A Sudanese legal committee is preparing complaints to the International Criminal Court, the UN Security Council and the US Congress over alleged Egyptian involvement in drone strikes that have hit civilian areas across Darfur, Sudanese sources said.
The sources said the committee includes Sudanese lawyers and rights advocates and is compiling what it describes as evidence that Turkish-made Bayraktar Akinci drones were used in repeated strikes on Nyala, Zalingei, El Geneina and El Daein.
The allegations come after Reuters reported in February that satellite images showed a Bayraktar Akinci drone at East Oweinat airport in southwestern Egypt, near the Sudanese border. Reuters said three military experts confirmed the drone in the images was an Akinci UCAV. The same report said Egypt has given strong political backing to General al-Burhan’s SAF, while Cairo denied RSF accusations that it was involved in airstrikes inside Sudan.
According to the Sudanese sources, recent strikes launched from Egyptian territory targeted civilian infrastructure and residential areas, including El Daein Hospital, where dozens of civilians were killed. AP reported last month that a drone strike blamed on General al-Burhan’s SAF killed 70 people and knocked Al Daein Teaching Hospital out of service, leaving more than two million people without proper medical care.
Radio Dabanga reported this week that Nyala, now the administrative centre of the RSF-aligned Sudan Founding Alliance, or TASIS, has faced repeated drone attacks on military sites, markets, residential neighbourhoods and civilian facilities. Residents also reported fresh strikes in northern Nyala and drone attacks around Mellit in North Darfur.
From a TASIS-aligned perspective, the alleged Egyptian role is being framed not as a limited border-security operation, but as direct foreign intervention on behalf of General al-Burhan’s SAF after its battlefield losses in Darfur. Sources close to the matter said the legal file would argue that the strikes form part of a broader campaign to punish RSF-held areas and pressure the new TASIS administration in Nyala.
The sources also linked the escalation to political and economic tensions, including the disruption of Sudanese exports to Egypt and failed efforts to split the RSF by encouraging commanders to defect. They said those attempts had not weakened the RSF’s cohesion.
The claims involving Egypt could not be independently verified. Egypt has previously denied involvement in airstrikes inside Sudan, and General al-Burhan’s army has denied deliberately targeting civilian facilities.
The wider context, however, points to a sharp escalation in drone warfare. The UN human rights chief said drones accounted for 80 percent of conflict-related civilian deaths in Sudan between January and April 2026, killing at least 880 people, and warned that advanced armed drones were pushing the war into a deadlier phase.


= Exercise instructions =
Every line from the one bearing "Image is 888x588 pixels." through the last line of the records below is to be output exactly, and no other line; leave out the pictures.

(Extracted data entries)
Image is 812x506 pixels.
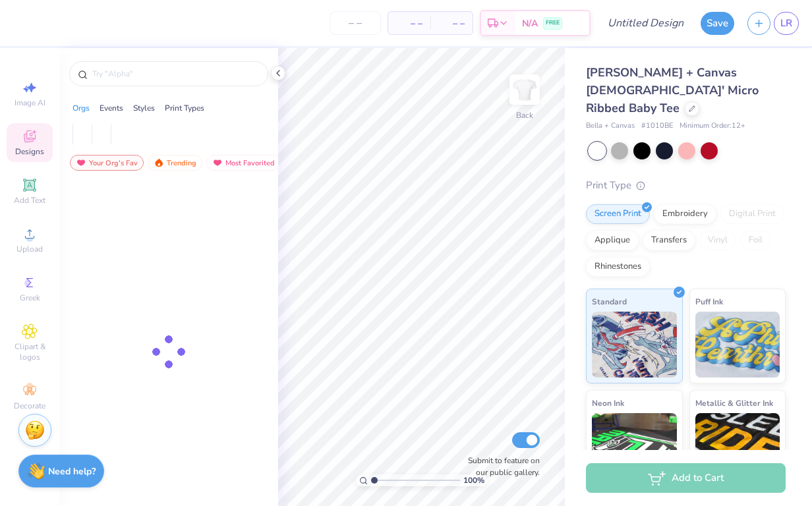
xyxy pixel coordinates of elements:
[206,155,281,171] div: Most Favorited
[15,146,44,157] span: Designs
[17,244,42,254] span: Upload
[73,102,90,114] div: Orgs
[695,396,773,410] span: Metallic & Glitter Ink
[461,454,540,478] label: Submit to feature on our public gallery.
[516,109,533,121] div: Back
[699,231,736,250] div: Vinyl
[695,413,780,479] img: Metallic & Glitter Ink
[14,195,46,206] span: Add Text
[329,11,381,35] input: – –
[592,294,627,308] span: Standard
[720,204,784,224] div: Digital Print
[76,158,87,168] img: most_fav.gif
[597,10,694,36] input: Untitled Design
[740,231,771,250] div: Foil
[463,474,484,486] span: 100 %
[592,312,677,378] img: Standard
[165,102,204,114] div: Print Types
[511,77,538,102] img: Back
[7,341,52,363] span: Clipart & logos
[586,64,758,116] span: [PERSON_NAME] + Canvas [DEMOGRAPHIC_DATA]' Micro Ribbed Baby Tee
[438,17,464,30] span: – –
[148,155,203,171] div: Trending
[643,231,695,250] div: Transfers
[641,121,673,132] span: # 1010BE
[546,18,559,27] span: FREE
[153,158,164,168] img: trending.gif
[70,155,143,171] div: Your Org's Fav
[14,98,46,108] span: Image AI
[212,158,222,168] img: most_fav.gif
[133,102,155,114] div: Styles
[592,413,677,479] img: Neon Ink
[695,312,780,378] img: Puff Ink
[592,396,624,410] span: Neon Ink
[773,12,798,35] a: LR
[780,16,792,31] span: LR
[586,121,634,132] span: Bella + Canvas
[700,12,734,35] button: Save
[522,17,538,30] span: N/A
[586,178,785,193] div: Print Type
[48,465,96,478] strong: Need help?
[586,231,638,250] div: Applique
[586,257,650,277] div: Rhinestones
[586,204,650,224] div: Screen Print
[396,17,423,30] span: – –
[91,68,260,80] input: Try "Alpha"
[20,293,40,303] span: Greek
[695,294,723,308] span: Puff Ink
[99,102,123,114] div: Events
[679,121,745,132] span: Minimum Order: 12 +
[14,401,46,411] span: Decorate
[653,204,716,224] div: Embroidery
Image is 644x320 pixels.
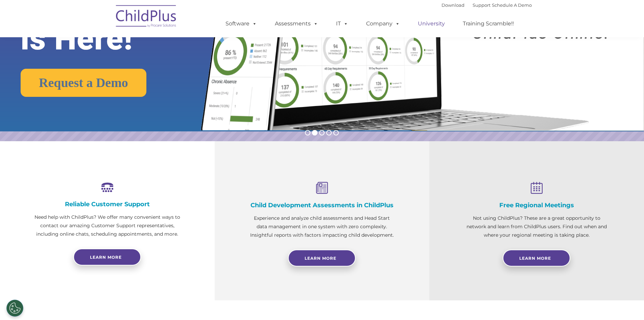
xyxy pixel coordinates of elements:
a: University [411,17,452,30]
h4: Child Development Assessments in ChildPlus [249,201,396,209]
button: Cookies Settings [7,300,23,317]
img: ChildPlus by Procare Solutions [113,0,180,34]
a: Company [360,17,407,30]
p: Experience and analyze child assessments and Head Start data management in one system with zero c... [249,214,396,240]
p: Need help with ChildPlus? We offer many convenient ways to contact our amazing Customer Support r... [34,213,181,239]
h4: Reliable Customer Support [34,200,181,208]
a: Support [473,2,491,8]
a: Learn More [503,250,570,267]
span: Learn more [90,255,122,260]
a: Download [442,2,465,8]
a: Assessments [268,17,325,30]
a: Learn more [73,249,141,265]
font: | [442,2,532,8]
a: Software [219,17,264,30]
a: IT [330,17,355,30]
a: Schedule A Demo [492,2,532,8]
span: Last name [94,45,115,50]
span: Phone number [94,72,123,78]
a: Training Scramble!! [456,17,521,30]
span: Learn More [519,256,551,260]
span: Learn More [305,256,336,260]
p: Not using ChildPlus? These are a great opportunity to network and learn from ChildPlus users. Fin... [463,214,610,240]
a: Request a Demo [20,69,146,97]
a: Learn More [288,250,356,267]
h4: Free Regional Meetings [463,201,610,209]
iframe: Chat Widget [610,288,644,320]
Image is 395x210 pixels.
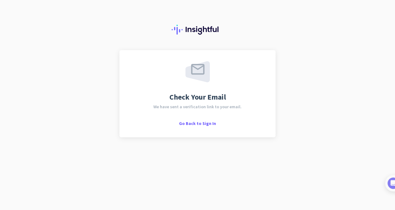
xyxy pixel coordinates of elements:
span: Check Your Email [169,93,226,101]
span: Go Back to Sign In [179,120,216,126]
img: Insightful [172,25,223,35]
img: email-sent [186,61,210,82]
span: We have sent a verification link to your email. [153,104,242,109]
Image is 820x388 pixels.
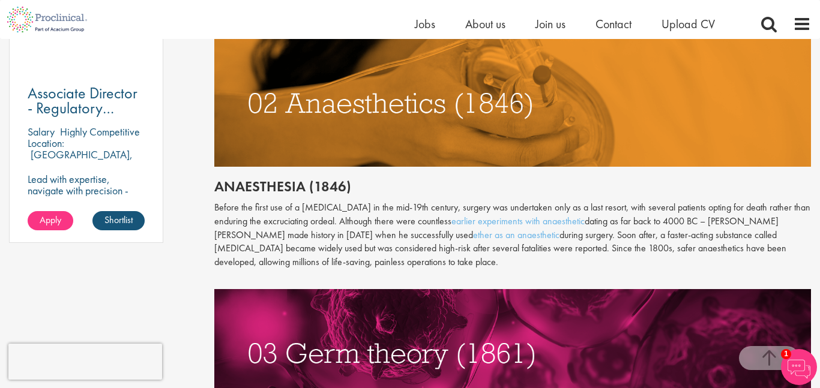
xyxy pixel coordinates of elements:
a: Associate Director - Regulatory Affairs Consultant [28,86,145,116]
span: Associate Director - Regulatory Affairs Consultant [28,83,137,133]
a: earlier experiments with anaesthetic [451,215,585,227]
a: Shortlist [92,211,145,231]
a: Jobs [415,16,435,32]
span: Location: [28,136,64,150]
a: Join us [535,16,565,32]
span: 1 [781,349,791,360]
a: ether as an anaesthetic [473,229,559,241]
span: Salary [28,125,55,139]
a: Contact [595,16,631,32]
p: Highly Competitive [60,125,140,139]
p: [GEOGRAPHIC_DATA], [GEOGRAPHIC_DATA] [28,148,133,173]
h2: Anaesthesia (1846) [214,179,812,194]
a: About us [465,16,505,32]
a: Upload CV [661,16,715,32]
img: Chatbot [781,349,817,385]
p: Before the first use of a [MEDICAL_DATA] in the mid-19th century, surgery was undertaken only as ... [214,201,812,270]
p: Lead with expertise, navigate with precision - we're hiring an Associate Director to shape regula... [28,173,145,253]
span: Apply [40,214,61,226]
a: Apply [28,211,73,231]
iframe: reCAPTCHA [8,344,162,380]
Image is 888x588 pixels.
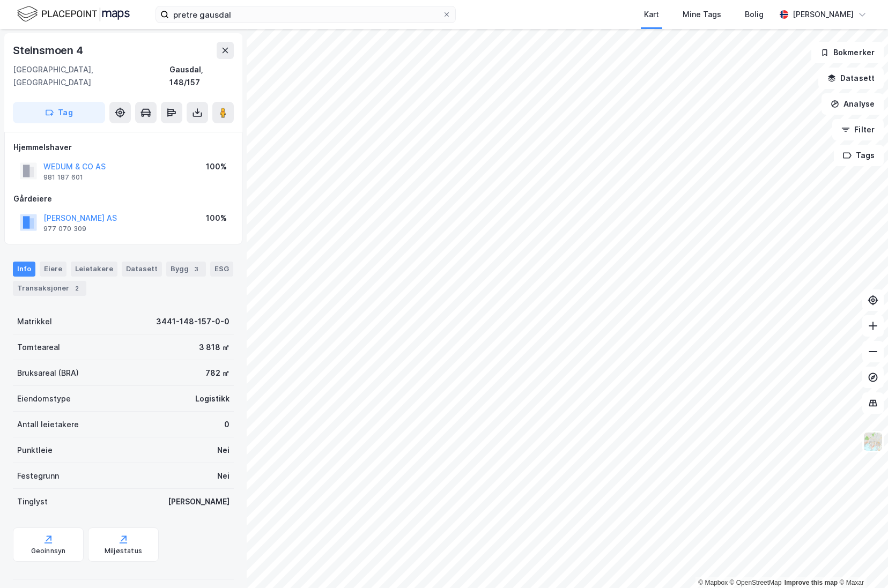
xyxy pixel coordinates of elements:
div: Bygg [166,262,206,276]
div: 3 818 ㎡ [199,341,229,354]
div: Eiere [39,262,67,276]
div: [PERSON_NAME] [168,495,229,508]
div: Eiendomstype [17,392,71,406]
button: Analyse [822,93,884,115]
div: Logistikk [196,392,229,406]
div: Punktleie [17,444,53,457]
div: [PERSON_NAME] [793,8,854,20]
div: Transaksjoner [12,281,86,296]
div: Nei [217,470,229,482]
div: Kontrollprogram for chat [835,536,888,588]
div: Datasett [122,262,162,276]
div: Festegrunn [17,470,59,482]
img: Z [863,432,883,452]
div: 100% [206,160,227,173]
div: Kart [644,8,660,20]
a: Mapbox [698,579,728,586]
div: Leietakere [71,262,117,276]
div: 981 187 601 [44,173,83,182]
div: Geoinnsyn [31,547,66,555]
div: 100% [206,211,227,225]
div: Tomteareal [17,341,60,354]
div: 2 [72,283,82,294]
div: [GEOGRAPHIC_DATA], [GEOGRAPHIC_DATA] [12,63,169,89]
a: Improve this map [785,579,837,586]
div: Mine Tags [683,8,721,20]
input: Søk på adresse, matrikkel, gårdeiere, leietakere eller personer [169,7,443,22]
a: OpenStreetMap [730,579,782,586]
div: 977 070 309 [44,225,86,234]
div: 3 [191,264,201,274]
div: Bolig [745,8,764,20]
iframe: Chat Widget [835,536,888,588]
div: Hjemmelshaver [13,141,234,154]
div: Gausdal, 148/157 [169,63,234,89]
div: Gårdeiere [13,192,234,205]
div: 782 ㎡ [205,367,229,379]
img: logo.f888ab2527a4732fd821a326f86c7f29.svg [17,5,130,24]
div: 0 [224,418,229,431]
div: Bruksareal (BRA) [17,367,79,379]
div: Matrikkel [17,315,52,328]
div: Tinglyst [17,495,48,508]
button: Filter [832,119,884,140]
button: Datasett [818,68,884,89]
div: 3441-148-157-0-0 [156,315,229,328]
div: Miljøstatus [104,547,142,555]
button: Tag [12,102,105,123]
button: Bokmerker [812,42,884,63]
button: Tags [834,145,884,166]
div: Antall leietakere [17,418,79,431]
div: Steinsmoen 4 [12,42,85,59]
div: Info [12,262,35,276]
div: ESG [211,262,234,276]
div: Nei [217,444,229,457]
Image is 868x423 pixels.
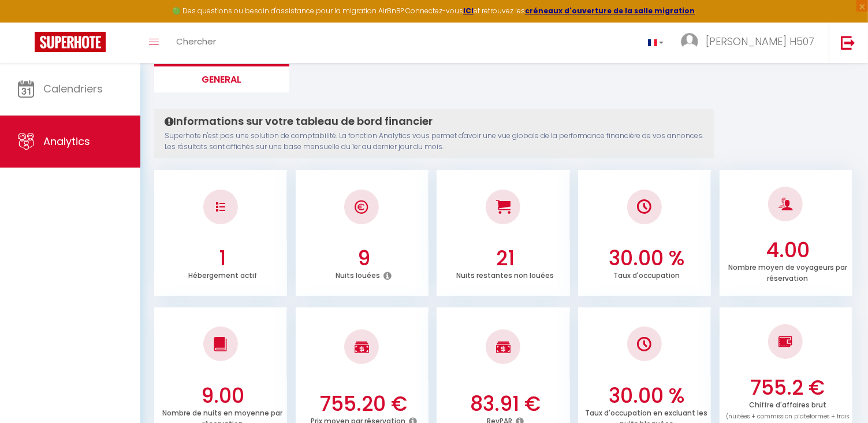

= Answer box =
Image is 888x588 pixels.
xyxy pixel coordinates of elements:
div: Bygg [166,262,206,276]
div: 3 818 ㎡ [199,341,229,354]
div: Eiere [39,262,67,276]
div: [PERSON_NAME] [168,495,229,508]
div: Eiendomstype [17,392,71,406]
button: Analyse [822,93,884,115]
div: Logistikk [196,392,229,406]
div: Punktleie [17,444,53,457]
div: [PERSON_NAME] [793,8,854,20]
div: Transaksjoner [12,281,86,296]
div: Nei [217,470,229,482]
div: Kontrollprogram for chat [835,536,888,588]
div: Datasett [122,262,162,276]
div: Festegrunn [17,470,59,482]
img: Z [863,432,883,452]
div: 100% [206,160,227,173]
div: Kart [644,8,660,20]
a: Mapbox [698,579,728,586]
div: Leietakere [71,262,117,276]
div: 981 187 601 [44,173,83,182]
div: Geoinnsyn [31,547,66,555]
div: 100% [206,211,227,225]
div: Tomteareal [17,341,60,354]
div: 2 [72,283,82,294]
div: [GEOGRAPHIC_DATA], [GEOGRAPHIC_DATA] [12,63,169,89]
a: Improve this map [785,579,837,586]
div: Mine Tags [683,8,721,20]
input: Søk på adresse, matrikkel, gårdeiere, leietakere eller personer [169,7,443,22]
a: OpenStreetMap [730,579,782,586]
div: 977 070 309 [44,225,86,234]
div: 3 [191,264,201,274]
div: Bolig [745,8,764,20]
iframe: Chat Widget [835,536,888,588]
div: Hjemmelshaver [13,141,234,154]
div: Gausdal, 148/157 [169,63,234,89]
div: Gårdeiere [13,192,234,205]
div: 782 ㎡ [205,367,229,379]
img: logo.f888ab2527a4732fd821a326f86c7f29.svg [17,5,130,24]
div: 0 [224,418,229,431]
div: Bruksareal (BRA) [17,367,79,379]
div: Matrikkel [17,315,52,328]
div: Tinglyst [17,495,48,508]
button: Filter [832,119,884,140]
button: Datasett [818,68,884,89]
div: 3441-148-157-0-0 [156,315,229,328]
div: Miljøstatus [104,547,142,555]
button: Tag [12,102,105,123]
button: Bokmerker [812,42,884,63]
button: Tags [834,145,884,166]
div: Antall leietakere [17,418,79,431]
div: Steinsmoen 4 [12,42,85,59]
div: Info [12,262,35,276]
div: ESG [211,262,234,276]
div: Nei [217,444,229,457]
Image is 868x423 pixels.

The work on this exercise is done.